Archive | Film Matters

‘The Two Faces of January’ Are Skin-Deep

As much as it’s possible to write good-looking novels, Patricia Highsmith wrote good-looking novels. Cast against opulent European and American backdrops, many of them featured sly-eyed predators prowling the finest relics of Western Civilization: the finest autos, meals, wines, garments, jewels, music, and paintings – not to mention the finest fatted calves of old money. It’s not that Highsmith favored style over substance; it’s that the substance of her books was style itself, as well as how much larceny was committed in its good name.

Highsmith’s most famous sly-eyed predator, Ripley, hatched such elegant schemes that it was impossible not to root for him, though he had no loyalties of his own. It’s a small wonder that many films have been adapted from the Ripliad (as the Ripley series is called), or that the most well-received of them, Anthony Minghella’s “The Talented Mr. Ripley,” is one of the most good-looking films of the last two decades.

“The Two Faces of January,” the latest adaptation of a Highsmith novel, is also quite good-looking. As it begins, two affluent American tourists, the good-looking Chester (Viggo Mortensen) and his good-looking, younger wife Colette (Kirsten Dunst), are wandering through the sun-bleached glory of 1962 Athens when they encounter good-looking American Rydal (Oscar Isaac), who agrees to be their tour guide. This being a Highsmith adaptation, we learn soon enough that all is not what it seems. Chester and Colette are on the run, if idly – his latest stock-market scam has soured just enough to make laying low advisable – and Rydal is the kind of louche drifter who pockets two drachmas every time he makes change. The minuet the three dance together, in which Chester bemusedly observes Rydal’s small-potato swindles while the younger man bats his lashes at Colette, is still awfully good-looking. Continue Reading →

‘If I Stay,’ Indeed

These days, I thank my lucky stars – no matter how faulty – for Young Adult film adaptations. They are the last bastion of the big Hollywood weepie, a film genre that is sorely needed, if only so the average American can permit him- or herself to cry from time to time. Of course, the best weepies are so high-quality that we don’t feel embarrassed after we’ve dried our tears – think It’s a Wonderful Life, Gone with the Wind, and Terms of Endearment. Even E.T. is a well-crafted weepie in its own way.

If I Stay, the adaptation of Gayle Forman’s 2009 best-selling YA novel, is not. For long stretches, it seems like a TV pilot for a WB show that, rightfully, did not get picked up. Nonetheless, it evokes a cacophony of strong emotions – even at the critics’ screening I attended, much sniffing and nose-blowing could be heard – and for that reason cannot be dismissed out of hand. At least, not in this decidedly ungolden era of tough-guy cinema, in which action pics rule the multiplex and emotionality has been utterly ghettoized to Indiewood. Continue Reading →

The Essential Stillness of ‘Love Is Strange’

We Americans pretty much never shut up anymore. With all the technological advances of the last 20 years, there are virtually no moments left in which we have to sit and grapple with the sadness that can lurk in modern life. Only an increasingly rarified strain of cinema offers the stillness our days so sorely lack, and, at their best, such films allow us to channel ourselves with a quiet that we moviegoers crave more than we realize.

European filmmakers have always proved quite handy with quiescence; the confidence and depth it requires distinguishes such masters as Bergman, Fellini and Tati. Not surprisingly, Americans emulators have produced more varied results, as if we’re such a young nation that we’ve yet to stop fidgeting. (Woody Allen’s efforts in this area are especially awkward; his Bergman knockoffs are best forgotten.) Of today’s American directors, only Richard Linklater and Ira Sachs seem fully capable of burrowing into that cinematic silence which can yield old-soul lessons and pleasures, and I believe it’s no coincidence that their latest projects have proved the film events of the year so far. In “Boyhood,” Linklater slows us all down by making time itself his central character.  Now, in “Love Is Strange,” Sachs has created a moving picture that looks and feels like a still life—a happier sort of “Scenes From a Marriage,” if that film were an enlivened oil painting featuring an older gay New York couple. Continue Reading →

"All, everything I understand, I understand only because I love."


Exercise instructions => Print what the records say exactly, and omit the pictures.

■ ■ ■ ■ ■

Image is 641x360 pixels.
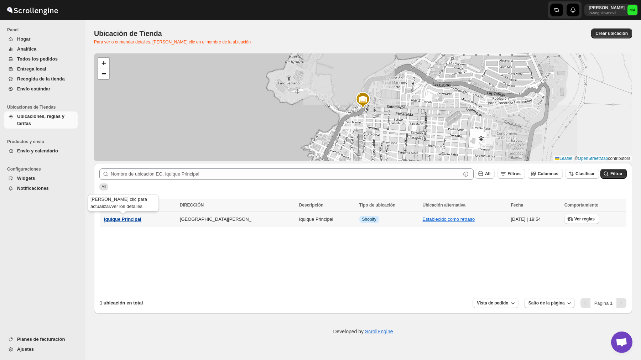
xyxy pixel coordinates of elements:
[630,8,636,12] text: MA
[565,214,599,224] button: Ver reglas
[4,173,78,183] button: Widgets
[102,185,106,189] span: All
[17,46,36,52] span: Analítica
[17,148,58,154] span: Envío y calendario
[528,169,563,179] button: Columnas
[17,76,65,82] span: Recogida de la tienda
[4,183,78,193] button: Notificaciones
[359,203,396,208] span: Tipo de ubicación
[596,31,628,36] span: Crear ubicación
[354,92,372,109] img: Marker
[299,203,324,208] span: Descripción
[180,217,304,222] button: [GEOGRAPHIC_DATA][PERSON_NAME][PERSON_NAME]
[508,171,521,176] span: Filtros
[601,169,627,179] button: Filtrar
[6,1,59,19] img: ScrollEngine
[575,216,595,222] span: Ver reglas
[17,86,50,92] span: Envío estándar
[578,156,608,161] a: OpenStreetMap
[611,332,633,353] a: Open chat
[7,104,81,110] span: Ubicaciones de Tiendas
[554,156,632,162] div: © contributors
[17,347,34,352] span: Ajustes
[365,329,393,334] a: ScrollEngine
[574,156,575,161] span: |
[511,216,560,223] div: [DATE] | 19:54
[104,203,147,208] span: Nombre de ubicación
[589,5,625,11] p: [PERSON_NAME]
[611,171,623,176] span: Filtrar
[594,301,613,306] span: Página
[529,300,565,306] span: Salto de la página
[498,169,525,179] button: Filtros
[111,168,461,180] input: Nombre de ubicación EG. Iquique Principal
[585,4,638,16] button: User menu
[485,171,490,176] span: All
[17,176,35,181] span: Widgets
[4,344,78,354] button: Ajustes
[4,34,78,44] button: Hogar
[94,30,162,37] span: Ubicación de Tienda
[17,337,65,342] span: Planes de facturación
[555,156,572,161] a: Leaflet
[180,203,204,208] span: DIRECCIÓN
[589,11,625,15] p: la-veguita-movil
[566,169,599,179] button: Clasificar
[511,203,523,208] span: Fecha
[17,56,58,62] span: Todos los pedidos
[4,146,78,156] button: Envío y calendario
[98,58,109,68] a: Zoom in
[17,186,49,191] span: Notificaciones
[473,298,518,308] button: Vista de pedido
[102,69,106,78] span: −
[477,300,508,306] span: Vista de pedido
[475,169,495,179] button: All
[7,27,81,33] span: Panel
[17,114,64,126] span: Ubicaciones, reglas y tarifas
[100,300,143,306] span: 1 ubicación en total
[591,28,632,38] button: Crear ubicación
[610,301,613,306] b: 1
[94,40,251,45] span: Para ver o enmendar detalles, [PERSON_NAME] clic en el nombre de la ubicación
[422,203,466,208] span: Ubicación alternativa
[104,216,141,223] button: Iquique Principal
[4,44,78,54] button: Analítica
[576,171,595,176] span: Clasificar
[4,334,78,344] button: Planes de facturación
[565,203,599,208] span: Comportamiento
[538,171,559,176] span: Columnas
[4,54,78,64] button: Todos los pedidos
[628,5,638,15] span: Marcelo Ambiado
[581,298,627,308] nav: Pagination
[333,328,393,335] p: Developed by
[524,298,575,308] button: Salto de la página
[7,166,81,172] span: Configuraciones
[17,36,31,42] span: Hogar
[362,217,377,222] span: Shopify
[98,68,109,79] a: Zoom out
[17,66,46,72] span: Entrega local
[102,58,106,67] span: +
[299,216,355,223] div: Iquique Principal
[104,217,141,222] span: Iquique Principal
[422,217,475,222] button: Establecido como retraso
[4,111,78,129] button: Ubicaciones, reglas y tarifas
[7,139,81,145] span: Productos y envío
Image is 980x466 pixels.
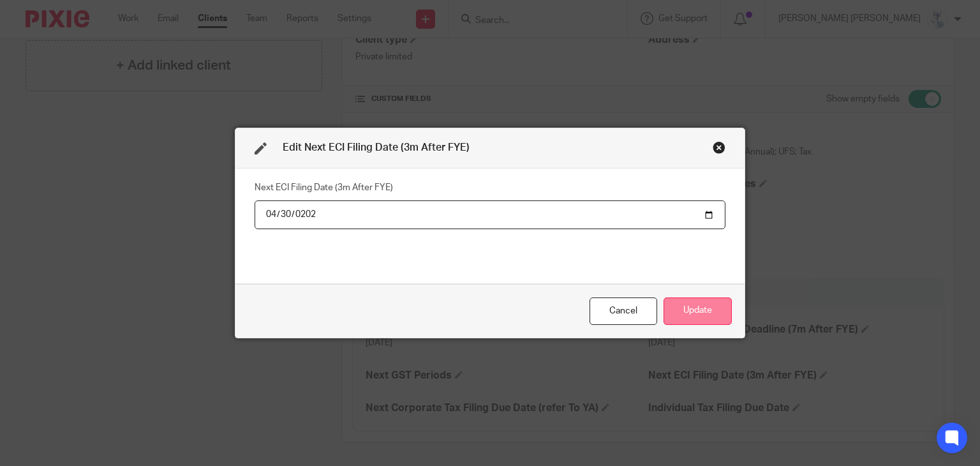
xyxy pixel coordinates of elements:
input: YYYY-MM-DD [254,201,725,230]
span: Edit Next ECI Filing Date (3m After FYE) [282,142,470,153]
div: Close this dialog window [712,141,725,154]
button: Update [663,297,732,325]
label: Next ECI Filing Date (3m After FYE) [254,181,393,194]
div: Close this dialog window [589,297,657,325]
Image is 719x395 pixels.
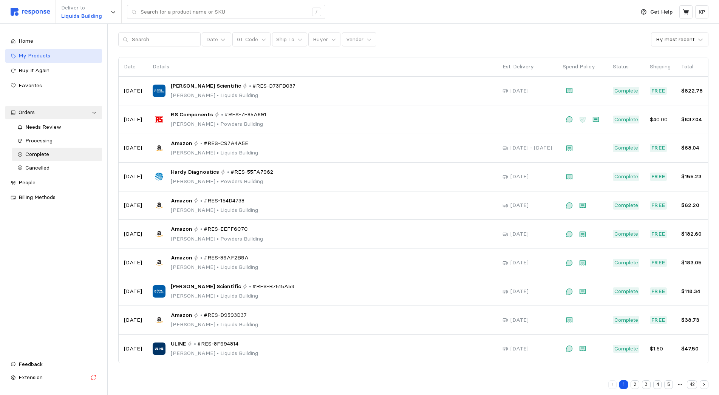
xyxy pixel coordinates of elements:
[124,87,142,95] p: [DATE]
[204,311,247,320] span: #RES-D9593D37
[650,345,671,353] p: $1.50
[615,116,638,124] p: Complete
[682,63,703,71] p: Total
[215,236,220,242] span: •
[12,134,102,148] a: Processing
[171,168,219,177] span: Hardy Diagnostics
[682,144,703,152] p: $68.04
[171,263,258,272] p: [PERSON_NAME] Liquids Building
[615,201,638,210] p: Complete
[153,199,165,212] img: Amazon
[687,381,697,389] button: 42
[511,316,529,325] p: [DATE]
[124,63,142,71] p: Date
[682,87,703,95] p: $822.78
[171,235,263,243] p: [PERSON_NAME] Powders Building
[637,5,677,19] button: Get Help
[682,288,703,296] p: $118.34
[253,82,296,90] span: #RES-D73FB037
[206,36,218,43] div: Date
[511,288,529,296] p: [DATE]
[682,173,703,181] p: $155.23
[171,149,258,157] p: [PERSON_NAME] Liquids Building
[232,33,271,47] button: GL Code
[171,283,241,291] span: [PERSON_NAME] Scientific
[12,161,102,175] a: Cancelled
[682,201,703,210] p: $62.20
[19,37,33,44] span: Home
[620,381,628,389] button: 1
[215,321,220,328] span: •
[153,85,165,97] img: Fisher Scientific
[682,316,703,325] p: $38.73
[642,381,651,389] button: 3
[171,225,192,234] span: Amazon
[124,345,142,353] p: [DATE]
[615,87,638,95] p: Complete
[346,36,364,44] p: Vendor
[651,8,673,16] p: Get Help
[153,228,165,240] img: Amazon
[249,82,251,90] p: •
[249,283,251,291] p: •
[200,225,203,234] p: •
[215,149,220,156] span: •
[19,179,36,186] span: People
[25,151,49,158] span: Complete
[313,36,328,44] p: Buyer
[153,170,165,183] img: Hardy Diagnostics
[699,8,706,16] p: KP
[153,142,165,155] img: Amazon
[204,139,248,148] span: #RES-C97A4A5E
[511,259,529,267] p: [DATE]
[665,381,673,389] button: 5
[153,285,165,298] img: Fisher Scientific
[171,197,192,205] span: Amazon
[563,63,603,71] p: Spend Policy
[124,116,142,124] p: [DATE]
[19,361,43,368] span: Feedback
[124,230,142,239] p: [DATE]
[153,113,165,126] img: RS Components
[171,254,192,262] span: Amazon
[215,121,220,127] span: •
[200,139,203,148] p: •
[615,173,638,181] p: Complete
[200,254,203,262] p: •
[5,371,102,385] button: Extension
[652,259,666,267] p: Free
[124,201,142,210] p: [DATE]
[650,116,671,124] p: $40.00
[652,201,666,210] p: Free
[25,137,53,144] span: Processing
[171,311,192,320] span: Amazon
[215,293,220,299] span: •
[171,111,213,119] span: RS Components
[650,63,671,71] p: Shipping
[631,381,640,389] button: 2
[615,259,638,267] p: Complete
[225,111,267,119] span: #RES-7E85A891
[682,345,703,353] p: $47.50
[171,321,258,329] p: [PERSON_NAME] Liquids Building
[342,33,377,47] button: Vendor
[682,259,703,267] p: $183.05
[652,144,666,152] p: Free
[19,82,42,89] span: Favorites
[215,207,220,214] span: •
[171,82,241,90] span: [PERSON_NAME] Scientific
[652,316,666,325] p: Free
[5,191,102,205] a: Billing Methods
[12,121,102,134] a: Needs Review
[153,314,165,327] img: Amazon
[227,168,229,177] p: •
[197,340,239,349] span: #RES-8F994814
[204,254,249,262] span: #RES-89AF2B9A
[682,116,703,124] p: $837.04
[215,350,220,357] span: •
[511,144,552,152] p: [DATE] - [DATE]
[124,316,142,325] p: [DATE]
[5,49,102,63] a: My Products
[511,173,529,181] p: [DATE]
[696,5,709,19] button: KP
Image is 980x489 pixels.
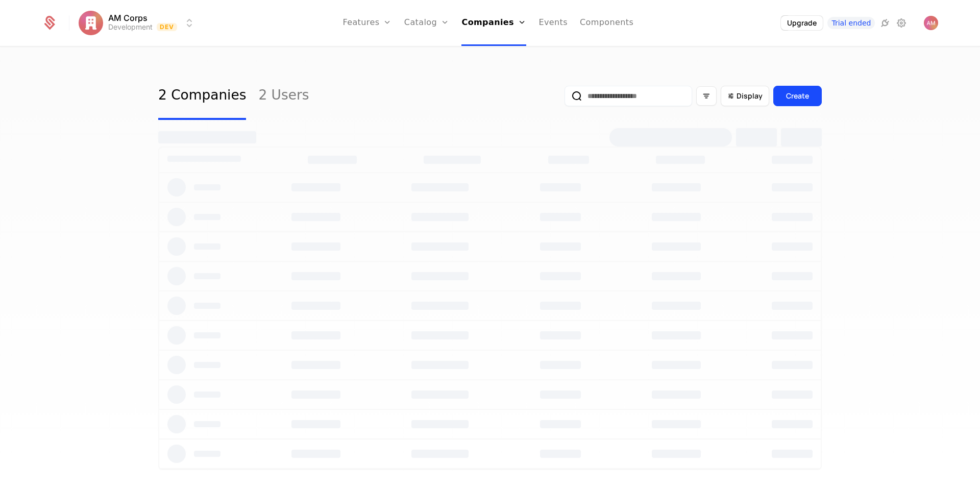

■ ■ ■ ■ ■

Answer for this exercise =>
Image is 641x360 pixels.
xyxy pixel coordinates of elements:
[630,8,636,12] text: MA
[565,214,599,224] button: Ver reglas
[4,173,78,183] button: Widgets
[102,185,106,189] span: All
[17,46,36,52] span: Analítica
[17,148,58,154] span: Envío y calendario
[528,169,563,179] button: Columnas
[17,76,65,82] span: Recogida de la tienda
[4,183,78,193] button: Notificaciones
[359,203,396,208] span: Tipo de ubicación
[596,31,628,36] span: Crear ubicación
[354,92,372,109] img: Marker
[299,203,324,208] span: Descripción
[180,217,304,222] button: [GEOGRAPHIC_DATA][PERSON_NAME][PERSON_NAME]
[508,171,521,176] span: Filtros
[601,169,627,179] button: Filtrar
[6,1,59,19] img: ScrollEngine
[575,216,595,222] span: Ver reglas
[17,86,50,92] span: Envío estándar
[578,156,608,161] a: OpenStreetMap
[611,332,633,353] a: Open chat
[7,104,81,110] span: Ubicaciones de Tiendas
[554,156,632,162] div: © contributors
[17,347,34,352] span: Ajustes
[365,329,393,334] a: ScrollEngine
[574,156,575,161] span: |
[511,216,560,223] div: [DATE] | 19:54
[104,203,147,208] span: Nombre de ubicación
[589,5,625,11] p: [PERSON_NAME]
[611,171,623,176] span: Filtrar
[594,301,613,306] span: Página
[529,300,565,306] span: Salto de la página
[498,169,525,179] button: Filtros
[111,168,461,180] input: Nombre de ubicación EG. Iquique Principal
[585,4,638,16] button: User menu
[485,171,490,176] span: All
[17,176,35,181] span: Widgets
[4,344,78,354] button: Ajustes
[4,34,78,44] button: Hogar
[94,30,162,37] span: Ubicación de Tienda
[17,337,65,342] span: Planes de facturación
[555,156,572,161] a: Leaflet
[180,203,204,208] span: DIRECCIÓN
[589,11,625,15] p: la-veguita-movil
[566,169,599,179] button: Clasificar
[511,203,523,208] span: Fecha
[17,56,58,62] span: Todos los pedidos
[4,146,78,156] button: Envío y calendario
[98,58,109,68] a: Zoom in
[17,186,49,191] span: Notificaciones
[473,298,518,308] button: Vista de pedido
[102,69,106,78] span: −
[477,300,508,306] span: Vista de pedido
[475,169,495,179] button: All
[7,27,81,33] span: Panel
[17,114,64,126] span: Ubicaciones, reglas y tarifas
[100,300,143,306] span: 1 ubicación en total
[591,28,632,38] button: Crear ubicación
[610,301,613,306] b: 1
[94,40,251,45] span: Para ver o enmendar detalles, [PERSON_NAME] clic en el nombre de la ubicación
[422,203,466,208] span: Ubicación alternativa
[104,216,141,223] button: Iquique Principal
[4,44,78,54] button: Analítica
[576,171,595,176] span: Clasificar
[4,334,78,344] button: Planes de facturación
[565,203,599,208] span: Comportamiento
[538,171,559,176] span: Columnas
[4,54,78,64] button: Todos los pedidos
[628,5,638,15] span: Marcelo Ambiado
[581,298,627,308] nav: Pagination
[333,328,393,335] p: Developed by
[524,298,575,308] button: Salto de la página
[7,166,81,172] span: Configuraciones
[17,36,31,42] span: Hogar
[362,217,377,222] span: Shopify
[98,68,109,79] a: Zoom out
[17,66,46,72] span: Entrega local
[102,58,106,67] span: +
[299,216,355,223] div: Iquique Principal
[104,217,141,222] span: Iquique Principal
[422,217,475,222] button: Establecido como retraso
[4,111,78,129] button: Ubicaciones, reglas y tarifas
[7,139,81,145] span: Productos y envío
Image is 980x466 pixels.
xyxy pixel coordinates of elements:
input: YYYY-MM-DD [254,201,725,230]
span: Edit Next ECI Filing Date (3m After FYE) [282,142,470,153]
div: Close this dialog window [712,141,725,154]
button: Update [663,297,732,325]
label: Next ECI Filing Date (3m After FYE) [254,181,393,194]
div: Close this dialog window [589,297,657,325]
Image is 719x395 pixels.
xyxy pixel coordinates of elements:
[124,87,142,95] p: [DATE]
[204,311,247,320] span: #RES-D9593D37
[650,345,671,353] p: $1.50
[615,116,638,124] p: Complete
[682,63,703,71] p: Total
[215,236,220,242] span: •
[12,134,102,148] a: Processing
[171,168,219,177] span: Hardy Diagnostics
[682,144,703,152] p: $68.04
[171,263,258,272] p: [PERSON_NAME] Liquids Building
[615,201,638,210] p: Complete
[153,199,165,212] img: Amazon
[687,381,697,389] button: 42
[511,316,529,325] p: [DATE]
[124,63,142,71] p: Date
[682,87,703,95] p: $822.78
[171,235,263,243] p: [PERSON_NAME] Powders Building
[637,5,677,19] button: Get Help
[682,288,703,296] p: $118.34
[253,82,296,90] span: #RES-D73FB037
[206,36,218,43] div: Date
[511,288,529,296] p: [DATE]
[682,173,703,181] p: $155.23
[171,149,258,157] p: [PERSON_NAME] Liquids Building
[232,33,271,47] button: GL Code
[171,283,241,291] span: [PERSON_NAME] Scientific
[12,161,102,175] a: Cancelled
[682,201,703,210] p: $62.20
[19,37,33,44] span: Home
[620,381,628,389] button: 1
[215,321,220,328] span: •
[153,85,165,97] img: Fisher Scientific
[682,316,703,325] p: $38.73
[642,381,651,389] button: 3
[171,225,192,234] span: Amazon
[124,345,142,353] p: [DATE]
[615,87,638,95] p: Complete
[346,36,364,44] p: Vendor
[651,8,673,16] p: Get Help
[153,228,165,240] img: Amazon
[249,82,251,90] p: •
[249,283,251,291] p: •
[200,225,203,234] p: •
[215,149,220,156] span: •
[19,179,36,186] span: People
[25,151,49,158] span: Complete
[313,36,328,44] p: Buyer
[153,170,165,183] img: Hardy Diagnostics
[699,8,706,16] p: KP
[153,142,165,155] img: Amazon
[204,139,248,148] span: #RES-C97A4A5E
[511,259,529,267] p: [DATE]
[665,381,673,389] button: 5
[153,285,165,298] img: Fisher Scientific
[171,197,192,205] span: Amazon
[563,63,603,71] p: Spend Policy
[124,116,142,124] p: [DATE]
[19,361,43,368] span: Feedback
[124,230,142,239] p: [DATE]
[153,113,165,126] img: RS Components
[171,254,192,262] span: Amazon
[215,121,220,127] span: •
[200,139,203,148] p: •
[615,173,638,181] p: Complete
[200,254,203,262] p: •
[5,371,102,385] button: Extension
[652,259,666,267] p: Free
[124,201,142,210] p: [DATE]
[650,116,671,124] p: $40.00
[652,201,666,210] p: Free
[25,137,53,144] span: Processing
[171,311,192,320] span: Amazon
[215,293,220,299] span: •
[171,111,213,119] span: RS Components
[650,63,671,71] p: Shipping
[631,381,640,389] button: 2
[615,259,638,267] p: Complete
[225,111,267,119] span: #RES-7E85A891
[682,345,703,353] p: $47.50
[171,321,258,329] p: [PERSON_NAME] Liquids Building
[342,33,377,47] button: Vendor
[682,259,703,267] p: $183.05
[652,144,666,152] p: Free
[19,82,42,89] span: Favorites
[215,207,220,214] span: •
[171,82,241,90] span: [PERSON_NAME] Scientific
[652,316,666,325] p: Free
[5,191,102,205] a: Billing Methods
[12,121,102,134] a: Needs Review
[153,314,165,327] img: Amazon
[227,168,229,177] p: •
[197,340,239,349] span: #RES-8F994814
[204,254,249,262] span: #RES-89AF2B9A
[682,116,703,124] p: $837.04
[215,350,220,357] span: •
[511,144,552,152] p: [DATE] - [DATE]
[124,316,142,325] p: [DATE]
[5,49,102,63] a: My Products
[511,173,529,181] p: [DATE]
[696,5,709,19] button: KP
Image is 980x489 pixels.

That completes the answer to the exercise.